When the self-reliant cup of joe can’t cut it and the syrupy-sweet pseudo-Gospel doesn’t work, we look for something to take the edge off life. We know we can’t do it on our own. We know that life isn’t always pleasant or great. So we just want to feel a little less bad. 
So we turn to the stiffer stuff. We want to hear that it’s not our fault.  That we just grew up in tough circumstances. That everyone else in this world is just as broken. That we’re all just trying to get by and survive. That our sins aren’t really hurting anybody. We desperately want to numb the ache of our guilty consciences & shameful pasts. 
That choice comes with consequences, too. It damages our brains. It hurts our hearts. It sears our consciences. We become numb to God & sin and unsympathetic to our neighbor. It wrecks us drop by drop. 
This is the same sin struggle that God exposed to his people through his prophet Jeremiah. Jer. 2:13 My people have committed two sins: They have forsaken me, the spring of living water, and have dug their own cisterns, broken cisterns that cannot hold water.
We need Jesus.
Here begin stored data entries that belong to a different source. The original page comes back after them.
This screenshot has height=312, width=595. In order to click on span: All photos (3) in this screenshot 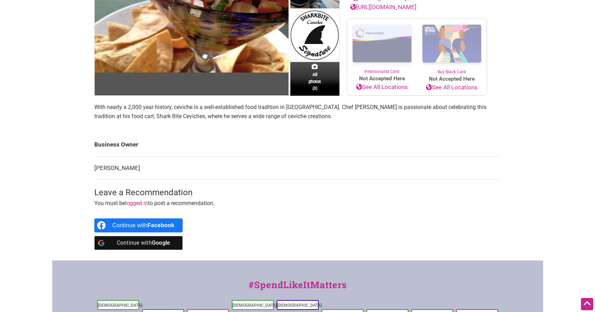, I will do `click(315, 81)`.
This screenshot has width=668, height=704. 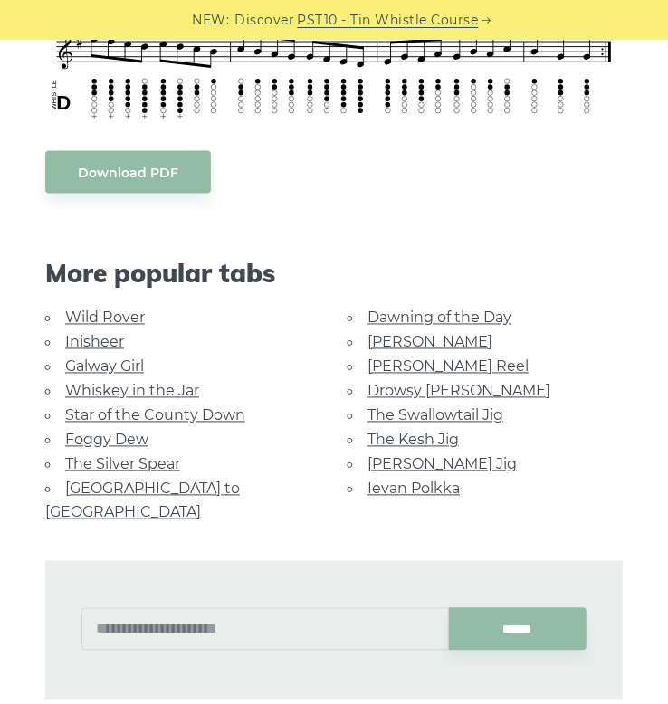 I want to click on span: Discover, so click(x=265, y=20).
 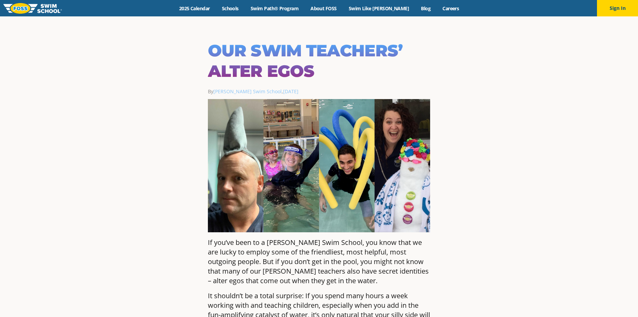 What do you see at coordinates (450, 8) in the screenshot?
I see `a: Careers` at bounding box center [450, 8].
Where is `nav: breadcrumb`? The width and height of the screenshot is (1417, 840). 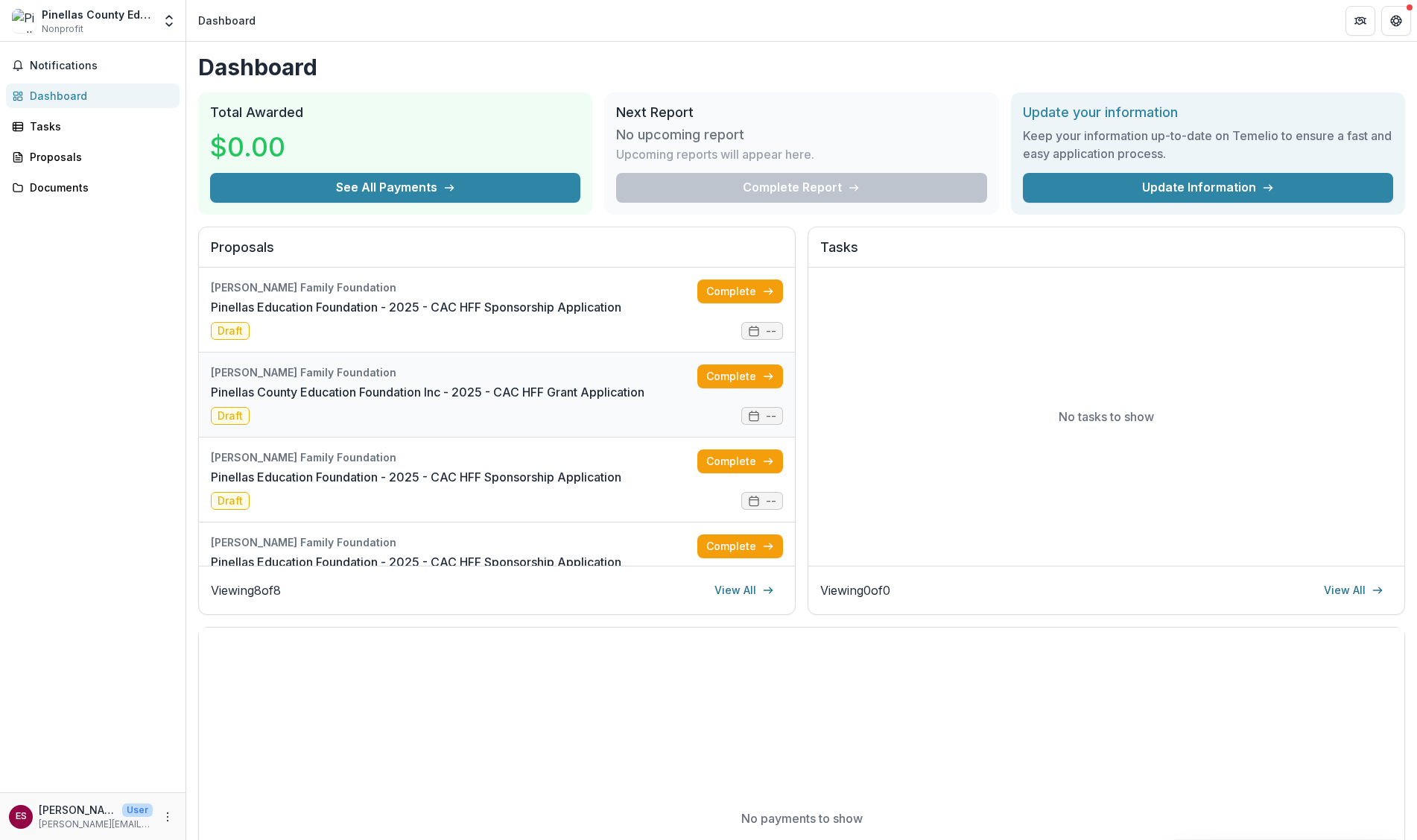
nav: breadcrumb is located at coordinates (227, 20).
Not another spiritually-caffeinated shot in the arm. Not a syrupy-sweet shallow encouragement. Not a drink that dulls our senses or pain. 
We need the Jesus who knows our thirst and knows how best to help and satisfy us. We need Jesus,  who is the Water of Life. And here’s the best news: Jesus’ invitation is clear and gracious. Jn. 7:37 Let anyone who is thirsty come to me and drink.  
How do we do that? We are refreshed by these living waters in Word and Sacrament. In Baptism, Jesus washes away our sins and connects us to his death and resurrection. Salvation isn’t secured by working on ourselves or drawing from our self-discipline.  We don’t have to earn our way into God’s good graces or to secure a spot in heaven. It is given to us, just as a friend gives you a glass of water. 
We are refreshed by these living waters as we read his Word. Again and again, Jesus makes it clear that we are not loved because of who we were, who we are, or who we are going to be. We are loved because God is love. We are forgiven because God is faithful and merciful. We are saved because God is powerful and kind. He sacrificed himself for us. He died so that we might live. 
Because God did this for us, our lives are changed. What we drink has a way of effecting just about every system of the body. It changes the way we look, the way we feel, and the way we live. And it’s just water. The same is true of our spiritual drink. Look at how the lives of the disciples were changed on Pentecost by drinking deeply of the Water of Life. They became streams of living water for others. 
They proclaimed the good news to people from all over the Roman world. God poured out his Holy Spirit upon these men and they proclaimed how Jesus of Nazareth was God’s Messiah. They told the people how he died for their sins according to Acts 2:23 God’s deliberate plan and foreknowledge and how Acts 2:23-24 God raised him from the agony of death. On that day, thousands were cut to the heart, moved to repentance, and refreshed through the saving waters of Baptism. 
You don’t have to speak in tongues to have streams of living water flow from within you. You only have to drink deeply of the Water of Life and speak freely about what he has done for you. Amen.